Each answer also ships invisibly as schema.org FAQ data for search engines and AI assistants. Tap a question to expand.

  1. What should an agent dashboard answer at a glance?
    Three things, in under five seconds: what the agent is doing right now (latest iteration, chosen action, timestamp), why it just did what it did (prompt, tool calls, tool results, in order), and how you intervene without redeploying (kill switch on, kill switch off, or a one-shot instruction like “stop scanning sports markets for the next hour”).
  2. How does the agent kill switch work?
    The panel or the Telegram /kill command writes a kill_switch.flag file in the data directory; the agent halts on its next iteration. Clearing it (/resume or the panel toggle) deletes the file. Every toggle also appends an event into the same NDJSON log, so the audit trail covers operator actions just as it covers the agent’s.
  3. How do you secure an agent control panel and Telegram bot?
    The panel checks a single PANEL_TOKEN on every /api/* route (in the URL while experimenting, a header once it’s real); the bot allow-lists numeric Telegram user IDs via TG_ALLOWED_USER_IDS, never usernames, which are spoofable. An unauthenticated panel is a kill switch for whoever finds the URL, plus a channel for fake overrides that pretend to be from you. Token-gate from the very first deploy.
  4. What makes a manual override safe?
    Three required properties. Scoped: it applies to one iteration; the agent reads the override file at the top of the next loop and deletes it after consuming. Expiring: a TTL, usually 5 minutes, discards instructions set while the agent was asleep. Logged: every override that is set, applied, expired, or denied gets a line in the NDJSON audit log. Anything longer-lived is a system-prompt edit dressed up as an override.
  5. What is the cost meter on the dashboard for?
    It totals iterations, tokens, and dollars across the last hour of the log, summing the tokens_in, tokens_out, and cost_usd fields each event carries. It is the canary, not the budget: Module 14 holds the hard cap that stops a runaway loop, while the meter is what you glance at to notice the runaway in the ten minutes before that cap trips.

Section 09

Module checklist.

Both surfaces alive on seed data, both token-gated, both writing back into the same audit log. Module 03 starts you on the agent itself, from here on, every module ends with “wire this into your dashboard.”

Module 02 complete

Yours to watch.

The shift from “I’m debugging a black box” to “I’m watching my agent on my phone” happens here. When the agent starts trading, you’ll see every reasoning step land in this dashboard and you’ll have a kill switch within reach, not buried three menus deep on a desktop.
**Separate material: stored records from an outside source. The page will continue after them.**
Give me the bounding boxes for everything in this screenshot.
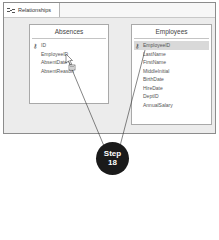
drag-field-cursor-icon bbox=[66, 54, 75, 70]
step-callout-badge: Step 18 bbox=[96, 142, 129, 175]
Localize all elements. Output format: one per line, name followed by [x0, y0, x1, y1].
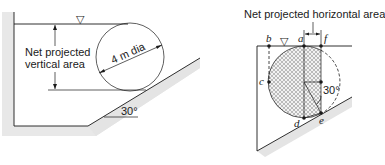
- point-b: [267, 44, 271, 48]
- left-figure: ▽ 4 m dia Net projected vertical area 30…: [2, 12, 200, 136]
- left-ground-shading: [2, 12, 200, 136]
- point-d: [302, 116, 306, 120]
- vertical-arrow-head-top: [53, 25, 57, 30]
- right-angle-label: 30°: [323, 84, 340, 96]
- point-f: [319, 44, 323, 48]
- label-b: b: [266, 32, 272, 44]
- point-a: [302, 44, 306, 48]
- label-c: c: [259, 75, 264, 87]
- point-center: [319, 80, 323, 84]
- diameter-label: 4 m dia: [109, 40, 148, 66]
- left-slope: [88, 58, 200, 126]
- label-d: d: [294, 117, 300, 129]
- left-free-surface-symbol: ▽: [76, 13, 85, 25]
- diameter-arrow-head-1: [99, 69, 105, 73]
- net-projected-horizontal-label: Net projected horizontal area: [244, 8, 385, 20]
- net-projected-vertical-label-2: vertical area: [25, 58, 86, 70]
- label-a: a: [298, 32, 304, 44]
- net-projected-vertical-label-1: Net projected: [25, 46, 90, 58]
- label-f: f: [324, 32, 329, 44]
- diameter-arrow-head-2: [156, 45, 162, 49]
- h-arrow-right: [316, 33, 320, 36]
- cylinder-arc-dashed: [321, 50, 340, 113]
- point-c: [267, 80, 271, 84]
- left-ground-shading-slope: [88, 58, 200, 136]
- right-free-surface-symbol: ▽: [280, 35, 289, 47]
- vertical-arrow-head-bottom: [53, 84, 57, 89]
- diagram-canvas: ▽ 4 m dia Net projected vertical area 30…: [0, 0, 385, 165]
- left-angle-label: 30°: [121, 105, 138, 117]
- label-e: e: [319, 114, 324, 126]
- right-figure: Net projected horizontal area ▽: [244, 8, 385, 157]
- h-arrow-left: [305, 33, 309, 36]
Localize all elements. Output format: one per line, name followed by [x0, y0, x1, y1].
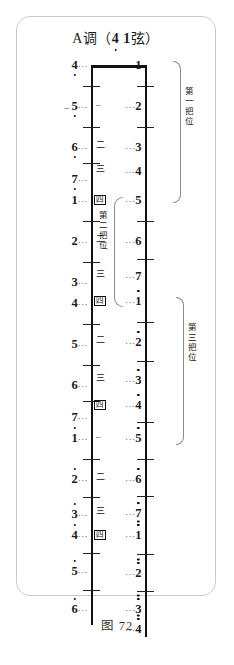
- note-number: 1: [135, 529, 141, 542]
- note-connector: ···: [78, 61, 88, 71]
- note-left-6: 3···: [17, 276, 88, 289]
- finger-mark-right-13: 三: [96, 507, 106, 516]
- note-number: 3: [135, 603, 141, 616]
- note-connector: ···: [125, 531, 135, 541]
- note-number: 6: [72, 141, 78, 154]
- fret-tick: [137, 591, 154, 592]
- note-number: 5: [72, 100, 78, 113]
- note-number: 2: [135, 100, 141, 113]
- note-number: 3: [72, 276, 78, 289]
- note-right-14: ···1四: [125, 529, 141, 542]
- finger-mark-right-10: 四: [94, 400, 106, 410]
- note-right-7: ···1四: [125, 295, 141, 308]
- finger-mark-right-3: 三: [96, 165, 106, 174]
- note-connector: ···: [78, 102, 88, 112]
- finger-mark-right-4: 四: [94, 195, 106, 205]
- figure-title-note-low: 4: [112, 31, 120, 47]
- figure-card: A调（41弦） 4···–5···6···7···1···2···3···4··…: [16, 16, 216, 596]
- note-number: 7: [72, 411, 78, 424]
- note-connector: ···: [78, 175, 88, 185]
- finger-mark-right-14: 四: [94, 530, 106, 540]
- finger-mark-right-8: 二: [96, 336, 106, 345]
- note-connector: ···: [78, 196, 88, 206]
- note-connector: ···: [125, 475, 135, 485]
- fret-tick: [83, 324, 100, 325]
- note-left-8: 5···: [17, 338, 88, 351]
- fret-tick: [83, 262, 100, 263]
- note-left-4: 1···: [17, 194, 88, 207]
- note-connector: ···: [78, 413, 88, 423]
- note-connector: ···: [125, 61, 135, 71]
- fret-tick: [137, 459, 154, 460]
- note-connector: ···: [78, 237, 88, 247]
- note-number: 7: [135, 507, 141, 520]
- fingerboard-diagram: 4···–5···6···7···1···2···3···4···5···6··…: [17, 61, 217, 591]
- note-right-16: ···3: [125, 603, 141, 616]
- fret-tick: [137, 322, 154, 323]
- fret-tick: [137, 361, 154, 362]
- note-connector: ···: [125, 102, 135, 112]
- note-number: 3: [72, 508, 78, 521]
- note-right-15: ···2: [125, 567, 141, 580]
- note-number: 5: [72, 565, 78, 578]
- note-right-5: ···6二: [125, 235, 141, 248]
- note-number: 6: [72, 603, 78, 616]
- note-right-12: ···6二: [125, 473, 141, 486]
- figure-title-suffix: 弦）: [131, 31, 160, 46]
- note-number: 7: [72, 173, 78, 186]
- note-connector: ···: [78, 531, 88, 541]
- note-left-5: 2···: [17, 235, 88, 248]
- note-connector: ···: [125, 167, 135, 177]
- finger-mark-right-12: 二: [96, 473, 106, 482]
- note-right-10: ···4四: [125, 399, 141, 412]
- fret-tick: [83, 86, 100, 87]
- position-bracket-1: [173, 61, 181, 203]
- note-number: 4: [72, 59, 78, 72]
- note-connector: ···: [78, 340, 88, 350]
- note-left-7: 4···: [17, 297, 88, 310]
- note-connector: ···: [125, 434, 135, 444]
- note-right-4: ···5四: [125, 194, 141, 207]
- note-number: 4: [135, 399, 141, 412]
- note-left-14: 4···: [17, 529, 88, 542]
- note-number: 3: [135, 374, 141, 387]
- note-connector: ···: [125, 237, 135, 247]
- note-number: 1: [72, 194, 78, 207]
- note-connector: ···: [125, 272, 135, 282]
- note-connector: ···: [78, 605, 88, 615]
- note-connector: ···: [125, 297, 135, 307]
- note-connector: ···: [78, 434, 88, 444]
- note-connector: ···: [78, 299, 88, 309]
- note-number: 5: [135, 194, 141, 207]
- note-right-0: ···1: [125, 59, 141, 72]
- figure-title-note-high: 1: [123, 31, 131, 46]
- fret-tick: [137, 496, 154, 497]
- note-connector: ···: [78, 278, 88, 288]
- note-connector: ···: [125, 605, 135, 615]
- finger-mark-left-1: –: [65, 102, 70, 112]
- note-right-13: ···7三: [125, 507, 141, 520]
- note-right-3: ···4三: [125, 165, 141, 178]
- string-4-line: [91, 65, 93, 625]
- fret-tick: [83, 497, 100, 498]
- note-left-3: 7···: [17, 173, 88, 186]
- note-left-9: 6···: [17, 379, 88, 392]
- string-1-line: [145, 65, 147, 637]
- figure-title-prefix: A调（: [72, 31, 112, 46]
- note-number: 3: [135, 141, 141, 154]
- fret-tick: [83, 127, 100, 128]
- note-number: 2: [72, 473, 78, 486]
- position-label-3: 第三把位: [186, 323, 196, 363]
- finger-mark-right-6: 三: [96, 270, 106, 279]
- fret-tick: [83, 365, 100, 366]
- note-left-11: 1···: [17, 432, 88, 445]
- note-number: 1: [72, 432, 78, 445]
- note-number: 7: [135, 270, 141, 283]
- note-left-13: 3···: [17, 508, 88, 521]
- finger-mark-right-2: 二: [96, 141, 106, 150]
- note-number: 6: [72, 379, 78, 392]
- position-label-2: 第二把位: [97, 211, 107, 251]
- note-left-16: 6···: [17, 603, 88, 616]
- finger-mark-right-1: –: [96, 100, 101, 109]
- note-number: 2: [72, 235, 78, 248]
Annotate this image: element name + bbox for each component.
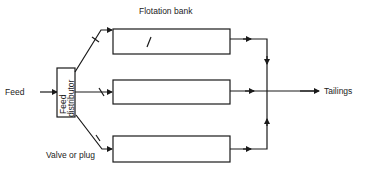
output-bottom: [230, 122, 267, 149]
flowsheet-diagram: Feed Feed distributor Flotation bank Tai…: [0, 0, 370, 172]
valve-icon-bottom: [96, 135, 100, 141]
valve-label: Valve or plug: [46, 150, 95, 160]
distributor-label-2: distributor: [66, 80, 76, 117]
flotation-bank-3: [113, 136, 230, 162]
flotation-bank-1: [113, 29, 230, 54]
branch-top: [75, 30, 112, 72]
bank-label-leader: [147, 37, 151, 47]
tailings-label: Tailings: [324, 86, 352, 96]
branch-bottom: [76, 115, 112, 149]
flotation-bank-2: [113, 80, 230, 104]
feed-label: Feed: [5, 87, 25, 97]
output-top: [230, 39, 267, 62]
flotation-bank-label: Flotation bank: [139, 6, 193, 16]
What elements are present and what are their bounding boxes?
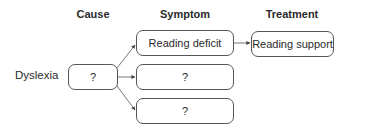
- treatment-box-text: Reading support: [252, 38, 333, 50]
- symptom-box-reading-deficit: Reading deficit: [136, 30, 234, 56]
- symptom-box-unknown-2: ?: [136, 98, 234, 124]
- symptom-box-text: ?: [182, 105, 188, 117]
- treatment-box-reading-support: Reading support: [251, 31, 334, 57]
- symptom-box-text: Reading deficit: [149, 37, 222, 49]
- cause-box-text: ?: [90, 71, 96, 83]
- arrow-cause-to-symptom-1: [117, 45, 135, 68]
- arrow-cause-to-symptom-3: [117, 86, 135, 110]
- symptom-box-text: ?: [182, 71, 188, 83]
- symptom-box-unknown-1: ?: [136, 64, 234, 90]
- cause-box: ?: [68, 64, 118, 90]
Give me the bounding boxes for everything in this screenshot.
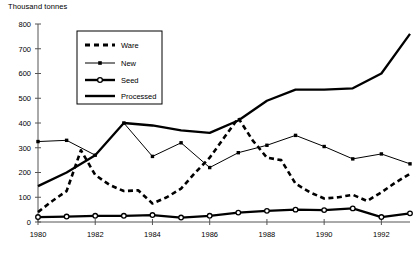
y-tick-label: 500 (18, 94, 31, 103)
x-tick-label: 1984 (144, 230, 161, 239)
x-tick-label: 1980 (30, 230, 47, 239)
legend-label-processed: Processed (121, 92, 156, 101)
chart-container: Thousand tonnes 010020030040050060070080… (0, 0, 418, 260)
series-seed (36, 206, 413, 220)
legend-label-new: New (121, 59, 137, 68)
x-tick-label: 1990 (316, 230, 333, 239)
y-tick-label: 0 (27, 218, 31, 227)
series-new (36, 121, 411, 169)
legend-label-seed: Seed (121, 76, 139, 85)
y-tick-label: 300 (18, 144, 31, 153)
x-tick-label: 1982 (87, 230, 104, 239)
x-axis: 1980198219841986198819901992 (30, 219, 410, 239)
x-tick-label: 1986 (201, 230, 218, 239)
y-tick-label: 700 (18, 45, 31, 54)
chart-plot-area: 0100200300400500600700800 19801982198419… (0, 0, 418, 260)
chart-legend: WareNewSeedProcessed (77, 31, 162, 104)
y-axis: 0100200300400500600700800 (18, 20, 41, 227)
x-tick-label: 1992 (373, 230, 390, 239)
series-ware (38, 118, 410, 212)
y-tick-label: 200 (18, 168, 31, 177)
x-tick-label: 1988 (259, 230, 276, 239)
y-tick-label: 400 (18, 119, 31, 128)
y-tick-label: 600 (18, 69, 31, 78)
y-tick-label: 100 (18, 193, 31, 202)
y-tick-label: 800 (18, 20, 31, 29)
legend-label-ware: Ware (121, 41, 139, 50)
Concretely, two surfaces alive on hand-written data. The bot you build over the next fourteen modules pours real iterations into the same NDJSON file these surfaces already render.

01

A dashboard built on seed data is a dashboard you trust before the agent is even alive. Every later module fills it in instead of bolting on.

02

Two surfaces, one source. The NDJSON file is the audit trail; the panel and the bot are read-mostly views over it that also write their own actions back.

03

Manual override is a precision instrument with three required properties, scoped, expiring, logged. Anything missing one of those is just a system-prompt edit waiting to bite you.

Next up: Module 03 is a 10-minute crash course on the Limitless API, just enough surface area to wire it as agent tools. Modules 04-06 build the agent basics. Module 05 (Agent Loop) writes its first real iterations into the NDJSON file your dashboard already reads. That’s the moment.